Her own candidacy in late 2020 looked like an uncontested shoo-in. Shortly before the election, however, China, Russia and Saudi Arabia mounted a proxy campaign, throwing their weight behind a candidate from Bahrain in hopes, analysts said, of a more compliant candidate.

Despite Fiji's earlier support for investigations into alleged abuses in Venezuela, the Philippines, Belarus, Syria and Yemen - close allies of the authoritarian states - Khan won decisively, securing the backing of 29 seats on the 47-member council compared with 14 for Bahrain and four for Uzbekistan.

Khan played down charges by some critics that China has become adept at introducing seemingly innocuous language into UN human rights documents that, over time, allow it to dilute the intent behind traditional human rights measures.

Beijing has long argued that human rights, as described by the West, are not universal and that much more weight should be given to such rights as freedom from poverty, crime and social unrest overseen by strong governments.

Michelle Bachelet is the UN high commissioner for human rights. Photo: Keystone via AP alt=Michelle Bachelet is the UN high commissioner for human rights. Photo: Keystone via AP

There is no country in the world with a perfect human rights record, Khan said, adding that those with opposing views were free to introduce resolutions, field strong candidates and otherwise effect change through institution machinery.

China has come under growing scrutiny over its detention of Uygur Muslims in Xinjiang, crackdowns in Hong Kong and Tibet and increasingly provocative actions in the Taiwan Strait and South China Sea.
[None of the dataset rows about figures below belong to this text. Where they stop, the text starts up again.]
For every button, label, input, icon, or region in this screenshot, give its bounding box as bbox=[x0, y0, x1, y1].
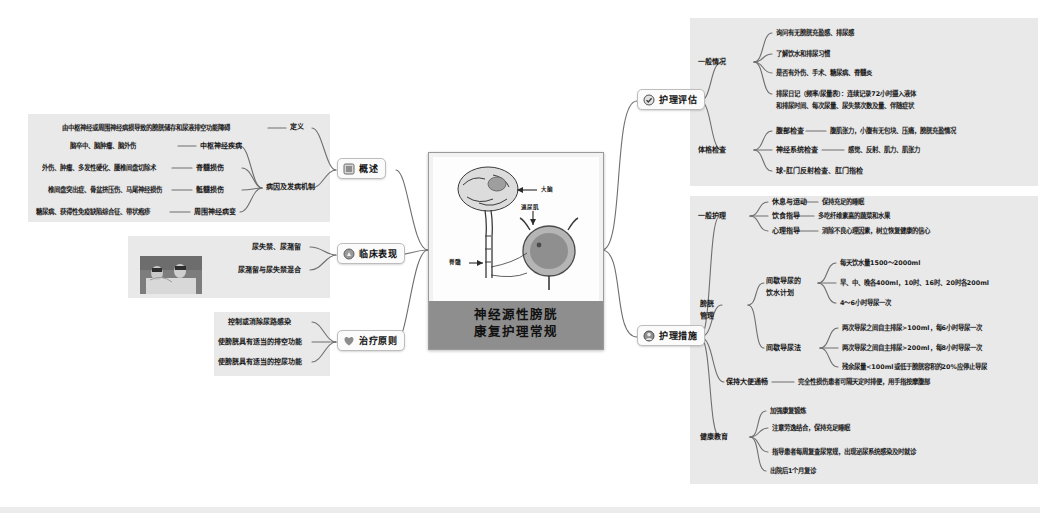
etiology-detail-0: 脑卒中、脑肿瘤、脑外伤 bbox=[70, 142, 136, 150]
branch-clinical-label: 临床表现 bbox=[359, 247, 397, 260]
branch-treatment-label: 治疗原则 bbox=[359, 334, 397, 347]
measures-group-1-label-line1: 膀胱 bbox=[700, 300, 714, 309]
label-spinal-cord: 脊髓 bbox=[449, 258, 461, 266]
center-title-line2: 康复护理常规 bbox=[429, 324, 603, 341]
assessment-group-1-label: 体格检查 bbox=[698, 146, 726, 155]
assessment-g0-item-1: 了解饮水和排尿习惯 bbox=[776, 50, 830, 58]
measures-sg1-item-0: 两次导尿之间自主排尿>100ml，每6小时导尿一次 bbox=[842, 324, 982, 332]
clinical-item-0: 尿失禁、尿潴留 bbox=[252, 243, 301, 252]
measures-subgroup-0-label-line1: 间歇导尿的 bbox=[766, 277, 801, 286]
overview-etiology-label: 病因及发病机制 bbox=[266, 183, 315, 192]
branch-clinical[interactable]: 临床表现 bbox=[337, 243, 405, 264]
measures-sg1-item-2: 残余尿量<100ml或低于膀胱容积的20%应停止导尿 bbox=[842, 363, 987, 371]
etiology-category-2: 骶髓损伤 bbox=[196, 186, 224, 195]
etiology-category-1: 脊髓损伤 bbox=[196, 164, 224, 173]
measures-g0-item-1: 饮食指导 bbox=[772, 212, 800, 221]
check-circle-icon bbox=[642, 93, 655, 106]
measures-group-0-label: 一般护理 bbox=[698, 212, 726, 221]
center-title: 神经源性膀胱 康复护理常规 bbox=[429, 301, 603, 349]
etiology-detail-2: 椎间盘突出症、骨盆挤压伤、马尾神经损伤 bbox=[48, 186, 162, 194]
measures-g0-item-0: 休息与运动 bbox=[772, 198, 807, 207]
measures-group-2-label: 保持大便通畅 bbox=[726, 378, 768, 387]
assessment-g1-item-0: 腹部检查 bbox=[776, 127, 804, 136]
overview-definition-label: 定义 bbox=[290, 123, 304, 132]
branch-overview[interactable]: 概述 bbox=[337, 158, 386, 179]
measures-sg0-item-0: 每天饮水量1500～2000ml bbox=[840, 259, 920, 267]
book-icon bbox=[342, 162, 355, 175]
treatment-item-1: 使膀胱具有适当的排空功能 bbox=[218, 338, 302, 347]
overview-definition-text: 由中枢神经或周围神经病损导致的膀胱储存和尿液排空功能障碍 bbox=[62, 124, 230, 132]
measures-group-2-detail: 完全性损伤患者可隔天定时排便，用手指按摩腹部 bbox=[798, 378, 930, 386]
measures-subgroup-1-label: 间歇导尿法 bbox=[766, 344, 801, 353]
heart-icon bbox=[342, 334, 355, 347]
microscope-icon bbox=[342, 247, 355, 260]
measures-subgroup-0-label-line2: 饮水计划 bbox=[766, 289, 794, 298]
measures-g0-item-2: 心理指导 bbox=[772, 227, 800, 236]
bottom-strip bbox=[0, 507, 1040, 513]
etiology-category-0: 中枢神经疾病 bbox=[200, 142, 242, 151]
measures-group-3-label: 健康教育 bbox=[700, 433, 728, 442]
branch-measures-label: 护理措施 bbox=[659, 329, 697, 342]
measures-sg1-item-1: 两次导尿之间自主排尿>200ml，每8小时导尿一次 bbox=[842, 344, 982, 352]
assessment-g1-item-2: 球-肛门反射检查、肛门指检 bbox=[776, 167, 863, 176]
assessment-group-0-label: 一般情况 bbox=[698, 58, 726, 67]
assessment-g1-item-1-detail: 感觉、反射、肌力、肌张力 bbox=[848, 146, 920, 154]
measures-g0-item-0-detail: 保持充足的睡眠 bbox=[822, 198, 864, 206]
assessment-g1-item-1: 神经系统检查 bbox=[776, 146, 818, 155]
measures-sg0-item-2: 4～6小时导尿一次 bbox=[840, 299, 891, 307]
assessment-g1-item-0-detail: 腹肌张力，小腹有无包块、压痛，膀胱充盈情况 bbox=[830, 127, 956, 135]
measures-g0-item-2-detail: 消除不良心理因素，树立恢复健康的信心 bbox=[822, 227, 930, 235]
treatment-item-2: 使膀胱具有适当的控尿功能 bbox=[218, 358, 302, 367]
branch-overview-label: 概述 bbox=[359, 162, 378, 175]
label-brain: 大脑 bbox=[541, 185, 553, 193]
branch-assessment[interactable]: 护理评估 bbox=[637, 89, 705, 110]
branch-measures[interactable]: 护理措施 bbox=[637, 325, 705, 346]
center-node[interactable]: 大脑 逼尿肌 脊髓 神经源性膀胱 康复护理常规 bbox=[428, 152, 604, 350]
assessment-g0-item-2: 是否有外伤、手术、糖尿病、脊髓炎 bbox=[776, 69, 872, 77]
etiology-detail-1: 外伤、肿瘤、多发性硬化、腰椎间盘切除术 bbox=[42, 164, 156, 172]
measures-g3-item-3: 出院后1个月复诊 bbox=[770, 467, 816, 475]
assessment-g0-item-3: 排尿日记（频率/尿量表）：连续记录72小时摄入液体 bbox=[776, 90, 916, 98]
label-detrusor: 逼尿肌 bbox=[521, 203, 539, 211]
measures-g3-item-0: 加强康复锻炼 bbox=[770, 407, 806, 415]
branch-assessment-label: 护理评估 bbox=[659, 93, 697, 106]
treatment-item-0: 控制或消除尿路感染 bbox=[228, 318, 291, 327]
etiology-detail-3: 糖尿病、获得性免疫缺陷综合征、带状疱疹 bbox=[36, 208, 150, 216]
anatomy-illustration: 大脑 逼尿肌 脊髓 bbox=[433, 157, 599, 301]
measures-sg0-item-1: 早、中、晚各400ml，10时、16时、20时各200ml bbox=[840, 279, 989, 287]
measures-g3-item-2: 指导患者每周复查尿常规，出现泌尿系统感染及时就诊 bbox=[772, 448, 916, 456]
measures-g0-item-1-detail: 多吃纤维素高的蔬菜和水果 bbox=[818, 212, 890, 220]
center-title-line1: 神经源性膀胱 bbox=[429, 307, 603, 324]
measures-g3-item-1: 注意劳逸结合，保持充足睡眠 bbox=[772, 424, 850, 432]
clinical-photo bbox=[140, 256, 202, 294]
clinical-item-1: 尿潴留与尿失禁混合 bbox=[238, 266, 301, 275]
branch-treatment[interactable]: 治疗原则 bbox=[337, 330, 405, 351]
nurse-icon bbox=[642, 329, 655, 342]
assessment-g0-item-0: 询问有无膀胱充盈感、排尿感 bbox=[776, 29, 854, 37]
etiology-category-3: 周围神经病变 bbox=[194, 208, 236, 217]
measures-group-1-label-line2: 管理 bbox=[700, 312, 714, 321]
assessment-g0-item-3-cont: 和排尿时间、每次尿量、尿失禁次数及量、伴随症状 bbox=[776, 102, 914, 110]
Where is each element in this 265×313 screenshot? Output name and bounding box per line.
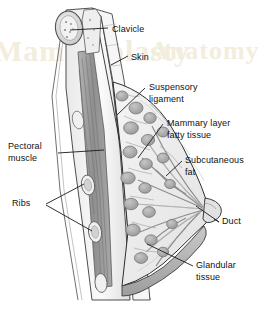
nipple bbox=[203, 198, 221, 223]
breast-anatomy-figure: Mammoplasty Anatomy bbox=[0, 0, 265, 313]
label-pectoral-muscle: Pectoralmuscle bbox=[8, 141, 42, 164]
label-glandular-tissue: Glandulartissue bbox=[196, 260, 236, 283]
label-ribs: Ribs bbox=[12, 198, 30, 210]
label-skin: Skin bbox=[131, 52, 149, 64]
label-clavicle: Clavicle bbox=[112, 24, 144, 36]
label-mammary-fatty-tissue: Mammary layerfatty tissue bbox=[167, 118, 230, 141]
label-duct: Duct bbox=[222, 216, 241, 228]
label-subcutaneous-fat: Subcutaneousfat bbox=[185, 155, 244, 178]
label-suspensory-ligament: Suspensoryligament bbox=[149, 82, 198, 105]
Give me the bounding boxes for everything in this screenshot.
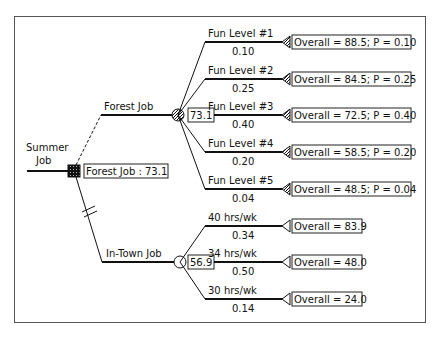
outcome-result: Overall = 48.0: [294, 257, 367, 268]
outcome-label: Fun Level #3: [208, 101, 273, 112]
terminal-node-icon[interactable]: [282, 220, 290, 232]
outcome-result: Overall = 83.9: [294, 221, 367, 232]
terminal-node-icon[interactable]: [282, 256, 290, 268]
root-label-line2: Job: [35, 155, 51, 166]
outcome-label: Fun Level #4: [208, 138, 273, 149]
outcome-prob: 0.04: [232, 193, 254, 204]
outcome-result: Overall = 24.0: [294, 294, 367, 305]
intown-outcome-3: 30 hrs/wk 0.14 Overall = 24.0: [180, 262, 367, 314]
intown-branch-connector: [76, 177, 102, 262]
pruned-mark-2: [84, 211, 97, 217]
forest-branch-label: Forest Job: [104, 101, 153, 112]
outcome-result: Overall = 72.5; P = 0.40: [294, 110, 416, 121]
outcome-prob: 0.34: [232, 230, 254, 241]
outcome-prob: 0.14: [232, 303, 254, 314]
terminal-node-icon[interactable]: [282, 183, 290, 195]
root-value-label: Forest Job : 73.1: [86, 166, 167, 177]
outcome-label: Fun Level #2: [208, 65, 273, 76]
outcome-prob: 0.25: [232, 83, 254, 94]
outcome-prob: 0.20: [232, 156, 254, 167]
decision-tree: Summer Job Forest Job : 73.1 Forest Job …: [0, 0, 442, 337]
outcome-label: 30 hrs/wk: [208, 285, 257, 296]
outcome-result: Overall = 58.5; P = 0.20: [294, 147, 416, 158]
outcome-result: Overall = 48.5; P = 0.04: [294, 184, 416, 195]
terminal-node-icon[interactable]: [282, 36, 290, 48]
forest-outcome-3: Fun Level #3 0.40 Overall = 72.5; P = 0.…: [208, 101, 416, 130]
outcome-label: 40 hrs/wk: [208, 212, 257, 223]
terminal-node-icon[interactable]: [282, 73, 290, 85]
outcome-result: Overall = 88.5; P = 0.10: [294, 37, 416, 48]
terminal-node-icon[interactable]: [282, 146, 290, 158]
forest-branch-connector: [76, 115, 101, 165]
intown-branch-label: In-Town Job: [106, 248, 162, 259]
decision-node-icon[interactable]: [68, 165, 80, 177]
root-label-line1: Summer: [26, 142, 69, 153]
outcome-prob: 0.50: [232, 266, 254, 277]
outcome-label: Fun Level #5: [208, 175, 273, 186]
terminal-node-icon[interactable]: [282, 109, 290, 121]
outcome-label: Fun Level #1: [208, 28, 273, 39]
outcome-prob: 0.10: [232, 46, 254, 57]
terminal-node-icon[interactable]: [282, 293, 290, 305]
outcome-label: 34 hrs/wk: [208, 248, 257, 259]
outcome-result: Overall = 84.5; P = 0.25: [294, 74, 416, 85]
pruned-mark-1: [82, 206, 95, 212]
forest-outcome-4: Fun Level #4 0.20 Overall = 58.5; P = 0.…: [178, 115, 416, 167]
intown-outcome-2: 34 hrs/wk 0.50 Overall = 48.0: [208, 248, 367, 277]
outcome-prob: 0.40: [232, 119, 254, 130]
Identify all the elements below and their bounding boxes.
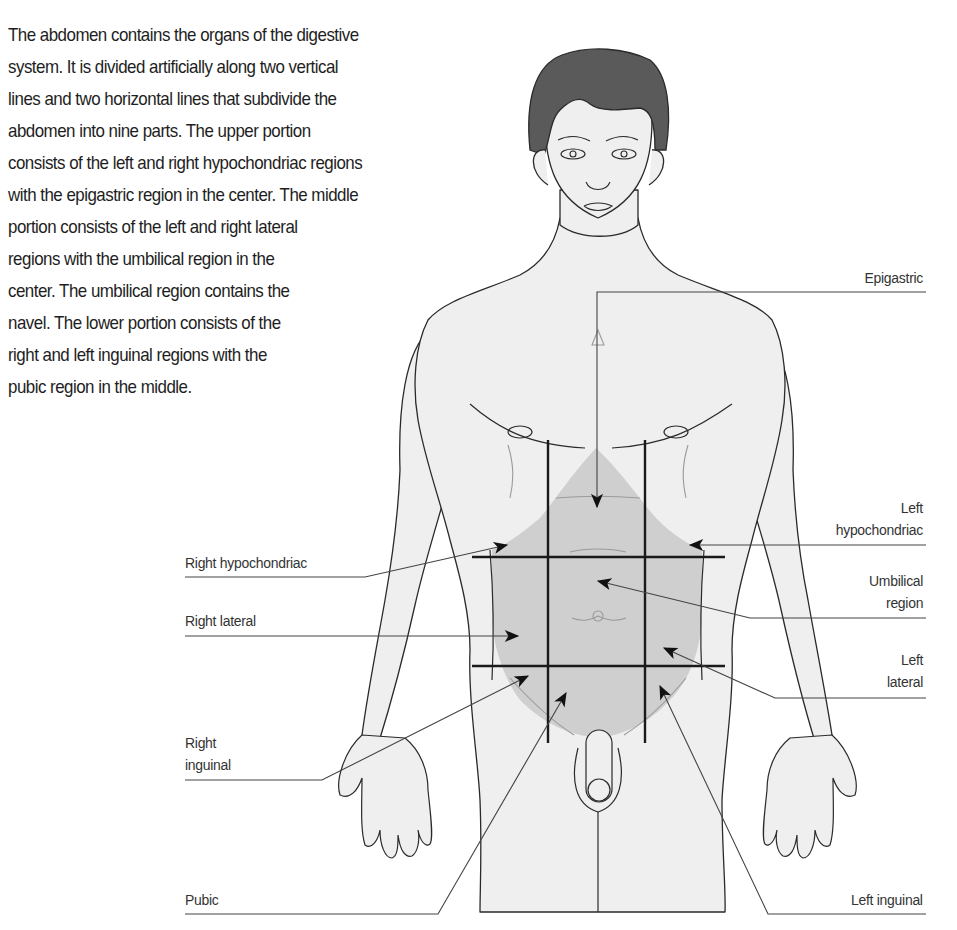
left-hand <box>763 735 856 858</box>
head <box>529 49 669 218</box>
label-epigastric: Epigastric <box>864 267 923 289</box>
right-hand <box>339 735 432 858</box>
label-left-inguinal: Left inguinal <box>851 889 923 911</box>
label-left-lateral: Left lateral <box>887 649 923 693</box>
label-right-lateral: Right lateral <box>185 610 256 632</box>
body-diagram <box>0 0 957 930</box>
label-pubic: Pubic <box>185 889 219 911</box>
left-ear <box>649 150 664 185</box>
label-right-hypochondriac: Right hypochondriac <box>185 552 307 574</box>
label-left-hypochondriac: Left hypochondriac <box>836 497 923 541</box>
right-ear <box>533 150 548 185</box>
label-right-inguinal: Right inguinal <box>185 732 231 776</box>
label-umbilical-region: Umbilical region <box>869 570 923 614</box>
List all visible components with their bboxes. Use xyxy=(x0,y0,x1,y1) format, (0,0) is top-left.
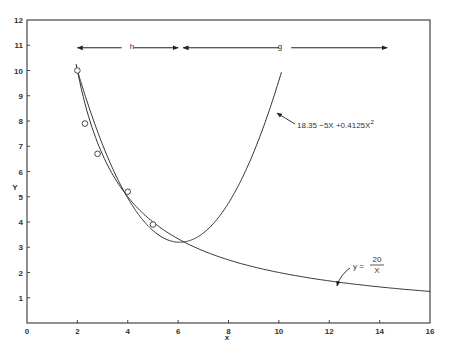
data-point xyxy=(125,189,131,195)
g-label: g xyxy=(278,42,282,51)
x-tick-label: 6 xyxy=(176,327,181,336)
plot-border xyxy=(27,20,430,323)
y-tick-label: 6 xyxy=(19,168,24,177)
y-tick-label: 5 xyxy=(19,193,24,202)
quadratic-curve xyxy=(77,71,281,243)
quad-leader-arrow xyxy=(277,113,295,124)
data-point xyxy=(150,222,156,228)
y-tick-label: 4 xyxy=(19,218,24,227)
x-tick-label: 10 xyxy=(274,327,283,336)
h-label: h xyxy=(130,42,134,51)
y-tick-label: 1 xyxy=(19,294,24,303)
quad-formula-label: 18.35 −5X +0.4125X2 xyxy=(297,119,374,130)
x-tick-label: 16 xyxy=(426,327,435,336)
plot-frame xyxy=(27,20,430,323)
axis-ticks: 0246810121416123456789101112 xyxy=(14,16,435,336)
y-tick-label: 10 xyxy=(14,67,23,76)
data-point xyxy=(95,151,101,157)
data-points xyxy=(75,68,156,228)
x-tick-label: 2 xyxy=(75,327,80,336)
data-point xyxy=(82,121,88,127)
x-tick-label: 14 xyxy=(375,327,384,336)
chart: 0246810121416123456789101112 x Y h g 18.… xyxy=(0,0,449,355)
x-tick-label: 12 xyxy=(325,327,334,336)
hyper-num: 20 xyxy=(373,255,382,264)
data-point xyxy=(75,68,81,74)
x-tick-label: 0 xyxy=(25,327,30,336)
y-tick-label: 11 xyxy=(15,41,24,50)
x-axis-title: x xyxy=(225,333,230,342)
y-axis-title: Y xyxy=(12,183,18,192)
x-tick-label: 4 xyxy=(126,327,131,336)
annotations xyxy=(77,48,387,286)
y-tick-label: 2 xyxy=(19,269,24,278)
y-tick-label: 7 xyxy=(19,142,24,151)
y-tick-label: 8 xyxy=(19,117,24,126)
hyper-den: X xyxy=(374,266,380,275)
y-tick-label: 3 xyxy=(19,243,24,252)
hyper-lhs: y = xyxy=(353,262,364,271)
y-tick-label: 9 xyxy=(19,92,24,101)
y-tick-label: 12 xyxy=(14,16,23,25)
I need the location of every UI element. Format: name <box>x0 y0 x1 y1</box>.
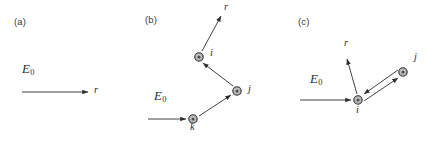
panel-b-node-i <box>195 53 203 61</box>
panel-c-nodes <box>354 68 407 104</box>
panel-b-arrow-i-to-r <box>202 16 221 51</box>
panel-c-node-j <box>399 68 407 76</box>
panel-c-arrows <box>300 59 398 101</box>
panel-b-arrow-j-to-i <box>203 63 233 86</box>
panel-b-node-j <box>233 87 241 95</box>
diagram-vector-overlay <box>0 0 440 142</box>
panel-b-nodes <box>189 53 241 123</box>
panel-c-arrow-i-to-r <box>347 59 357 94</box>
panel-b-arrow-k-to-j <box>199 95 231 116</box>
panel-c-arrow-j-to-i <box>364 70 398 94</box>
scattering-diagram-figure: (a) E0 r (b) E0 k j i r (c) E0 i j r <box>0 0 440 142</box>
panel-b-node-k <box>189 115 197 123</box>
panel-c-node-i <box>354 96 362 104</box>
panel-b-arrows <box>148 16 233 119</box>
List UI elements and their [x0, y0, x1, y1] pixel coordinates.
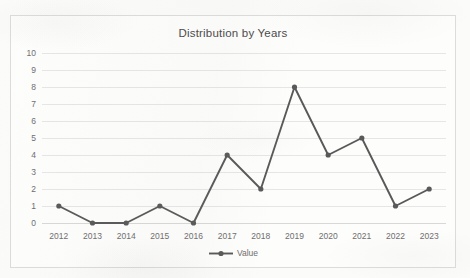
x-axis-tick-label: 2019: [285, 231, 304, 241]
x-axis-tick-label: 2017: [218, 231, 237, 241]
y-axis-tick-label: 2: [31, 184, 36, 194]
chart-container: Distribution by Years 109876543210 20122…: [10, 15, 456, 268]
data-point-marker: [56, 203, 61, 208]
plot-area: 109876543210 201220132014201520162017201…: [42, 53, 446, 223]
chart-title: Distribution by Years: [11, 27, 455, 39]
y-axis-tick-label: 0: [31, 218, 36, 228]
legend-item-label: Value: [237, 248, 258, 258]
y-axis-tick-label: 5: [31, 133, 36, 143]
x-axis-tick-label: 2012: [49, 231, 68, 241]
y-axis-tick-label: 10: [27, 48, 36, 58]
y-axis-tick-label: 1: [31, 201, 36, 211]
x-axis-tick-label: 2022: [386, 231, 405, 241]
series-value-line: [42, 53, 446, 223]
data-point-marker: [90, 220, 95, 225]
data-point-marker: [427, 186, 432, 191]
legend-marker-icon: [208, 249, 234, 258]
y-axis-tick-label: 8: [31, 82, 36, 92]
x-axis-tick-label: 2018: [251, 231, 270, 241]
legend-dot: [218, 250, 223, 255]
data-point-marker: [292, 84, 297, 89]
x-axis-tick-label: 2021: [352, 231, 371, 241]
data-point-marker: [258, 186, 263, 191]
data-point-marker: [359, 135, 364, 140]
y-axis-tick-label: 9: [31, 65, 36, 75]
x-axis-tick-label: 2020: [319, 231, 338, 241]
y-axis-tick-label: 6: [31, 116, 36, 126]
x-axis-tick-label: 2016: [184, 231, 203, 241]
chart-legend: Value: [11, 248, 455, 258]
y-axis-tick-label: 3: [31, 167, 36, 177]
data-point-marker: [393, 203, 398, 208]
series-line: [59, 87, 429, 223]
y-axis-tick-label: 7: [31, 99, 36, 109]
x-axis-tick-label: 2014: [117, 231, 136, 241]
x-axis-tick-label: 2023: [420, 231, 439, 241]
x-axis-tick-label: 2013: [83, 231, 102, 241]
data-point-marker: [191, 220, 196, 225]
data-point-marker: [225, 152, 230, 157]
y-axis-tick-label: 4: [31, 150, 36, 160]
data-point-marker: [157, 203, 162, 208]
data-point-marker: [124, 220, 129, 225]
data-point-marker: [326, 152, 331, 157]
x-axis-tick-label: 2015: [150, 231, 169, 241]
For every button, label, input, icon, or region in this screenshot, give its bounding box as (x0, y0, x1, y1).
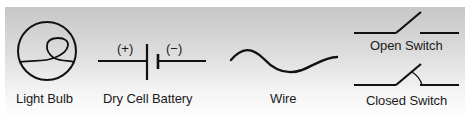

UN Human Rights Commissioner Michelle Bachelet, who was Chile's first female president and who has tried to visit Xinjiang, has pledged to make her assessment public by year's end, even without on-the-ground access.

Khan's one-year term ends at the end of the year and, per UN tradition, it is Latin America's turn next, with Argentina's ambassador to Geneva Federico Villegas expected to secure the presidency. "It is very, very likely," said one former diplomat. "In fact, I'd say 100 per cent."

Khan's advice to her successor: "that you will not allow the council to become a playing ground for political agenda and for insults, especially personal insults."

Analysts give Khan - a Cambridge-educated lawyer and Fiji's first female High Court judge - good marks.

As the council's second consecutive woman president, she has focused on access to vaccines and strengthening human rights related to gender issues and climate change, including the plight of small island nations like Fiji.

"Having her in the presidency has been really important to have a firm hand, grounded in principle," said Brooks. "Certainly compared to some past presidents coming from the Asian region, that's not always the case."

The council faces a five-year review leading up to 2025 amid critics' concerns that authoritarian states might try to weaken the structure, allowing individual members to kill resolutions more easily and reducing the focus on national human rights violations. Any such reforms will be up to the General Assembly, which oversees the council, Khan said.

"Countries are going to have to convince the General Assembly it's time to change the plumbing," she said. "It is a political process. But I honestly do not believe the council embraces any one view or even allows one voice from anywhere to overtake the discussion."

"Multilateralism," she added, "really works."